If there was a prize for ‘Best Rock Album That Accompanies A Movie and Features Amazing Famous Musicians’, then Dave Grohl and his Sound City Players would have no competition. Fucking great.
Go ahead; just have a read of the back sleeve of this record. Tell me you can get to the end of this album without feeling a tingle in your pants. This is baby-making stuff, folks. Rock'n'roll baby-making stuff.

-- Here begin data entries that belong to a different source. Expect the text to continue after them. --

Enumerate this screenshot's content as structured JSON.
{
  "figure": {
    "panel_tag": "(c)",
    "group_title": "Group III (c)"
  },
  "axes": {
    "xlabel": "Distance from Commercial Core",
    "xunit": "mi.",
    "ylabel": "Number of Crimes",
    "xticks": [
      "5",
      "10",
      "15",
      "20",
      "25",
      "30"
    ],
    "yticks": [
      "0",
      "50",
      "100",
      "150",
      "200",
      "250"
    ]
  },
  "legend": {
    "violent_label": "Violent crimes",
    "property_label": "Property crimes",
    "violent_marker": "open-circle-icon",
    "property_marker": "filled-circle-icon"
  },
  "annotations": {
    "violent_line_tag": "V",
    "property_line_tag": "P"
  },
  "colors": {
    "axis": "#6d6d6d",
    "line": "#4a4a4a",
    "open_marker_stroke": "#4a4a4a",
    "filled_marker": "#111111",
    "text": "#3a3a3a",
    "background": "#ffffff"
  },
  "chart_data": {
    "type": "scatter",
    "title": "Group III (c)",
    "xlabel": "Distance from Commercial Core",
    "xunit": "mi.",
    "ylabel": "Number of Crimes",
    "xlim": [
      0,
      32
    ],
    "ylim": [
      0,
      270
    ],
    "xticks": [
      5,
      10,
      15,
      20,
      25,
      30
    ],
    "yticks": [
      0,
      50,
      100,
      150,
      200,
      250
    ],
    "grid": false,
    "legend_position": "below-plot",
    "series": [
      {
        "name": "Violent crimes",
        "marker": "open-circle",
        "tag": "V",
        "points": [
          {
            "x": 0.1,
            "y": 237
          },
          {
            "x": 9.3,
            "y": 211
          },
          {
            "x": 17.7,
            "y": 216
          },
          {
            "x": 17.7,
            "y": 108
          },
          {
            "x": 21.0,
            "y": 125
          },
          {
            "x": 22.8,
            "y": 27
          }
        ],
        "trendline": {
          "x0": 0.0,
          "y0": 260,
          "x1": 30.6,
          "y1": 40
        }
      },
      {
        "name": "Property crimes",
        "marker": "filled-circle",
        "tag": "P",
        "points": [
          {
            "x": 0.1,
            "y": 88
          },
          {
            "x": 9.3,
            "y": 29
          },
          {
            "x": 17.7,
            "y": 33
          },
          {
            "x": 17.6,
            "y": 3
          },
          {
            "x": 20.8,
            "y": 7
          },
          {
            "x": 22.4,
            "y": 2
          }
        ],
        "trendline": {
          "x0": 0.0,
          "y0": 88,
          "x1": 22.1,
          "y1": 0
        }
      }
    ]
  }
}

The names that span this album's 11 songs are the cream of the crop. Stevie Nicks, Corey Taylor, Josh Homme, Trent Reznor, Paul McCartney and Rick Springfield all appear, and with Butch Vig in the producer's seat, aurally Sound City: Real To Reel could never fail. But this is a Dave Grohl project, a Dave Grohl passion, a Dave Grohl record, and as such the delivery, structure and scope of it are delivered with predictable Dave Grohl brilliance.

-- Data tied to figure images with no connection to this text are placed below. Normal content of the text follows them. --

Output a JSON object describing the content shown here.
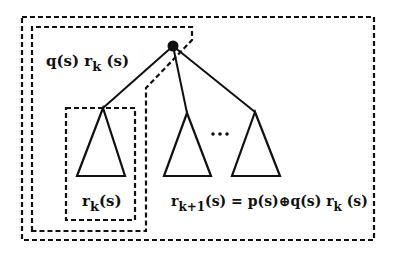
{
  "diagram": {
    "type": "tree-recurrence",
    "colors": {
      "stroke": "#111111",
      "background": "#ffffff"
    },
    "labels": {
      "outer_term": {
        "base": "q(s) r",
        "sub": "k",
        "tail": " (s)"
      },
      "subtree_term": {
        "base": "r",
        "sub": "k",
        "tail": "(s)"
      },
      "recurrence": {
        "base": "r",
        "sub": "k+1",
        "mid": "(s) = p(s)",
        "op": "⊕",
        "rest": "q(s) r",
        "sub2": "k",
        "tail": " (s)"
      },
      "ellipsis": "…"
    },
    "nodes": [
      {
        "id": "root",
        "x": 173,
        "y": 46,
        "filled": true
      }
    ],
    "subtrees": [
      {
        "id": "subtree-1",
        "apex": [
          103,
          108
        ],
        "base_left": [
          77,
          176
        ],
        "base_right": [
          125,
          176
        ]
      },
      {
        "id": "subtree-2",
        "apex": [
          187,
          113
        ],
        "base_left": [
          164,
          176
        ],
        "base_right": [
          211,
          176
        ]
      },
      {
        "id": "subtree-3",
        "apex": [
          255,
          112
        ],
        "base_left": [
          232,
          176
        ],
        "base_right": [
          280,
          176
        ]
      }
    ],
    "boxes": [
      {
        "id": "outer-box",
        "desc": "r_{k+1}(s) region"
      },
      {
        "id": "middle-box",
        "desc": "q(s) r_k(s) region"
      },
      {
        "id": "inner-box",
        "desc": "r_k(s) region"
      }
    ]
  }
}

To focus on the background of the album – the accompaniment of a Grohl-directed film about Sound City Studios in Los Angeles, which closed its doors in 2011 after recording everyone from Fleetwood Mac to Slipknot – would be doing a massive injustice to the quality of the songs on the album. Kicking off with a bang, with Black Rebel Motorcycle Club's Robert Levon Been and Peter Hayes teaming up with Grohl for Heaven And All, the thumping scene is set for the rest of the record. Taylor is subdued (compared to his usual Slipknot guise) but lets his singing voice shine on From Can To Can't, and epic closer Mantra – featuring the all-star triple threat of Grohl, Homme and Reznor, is one of the best things you'll hear all year.
If there was a prize for 'Best Rock Album That Accompanies A Movie and Features Amazing Famous Musicians', then Dave Grohl and his Sound City Players would have no competition. Fucking great.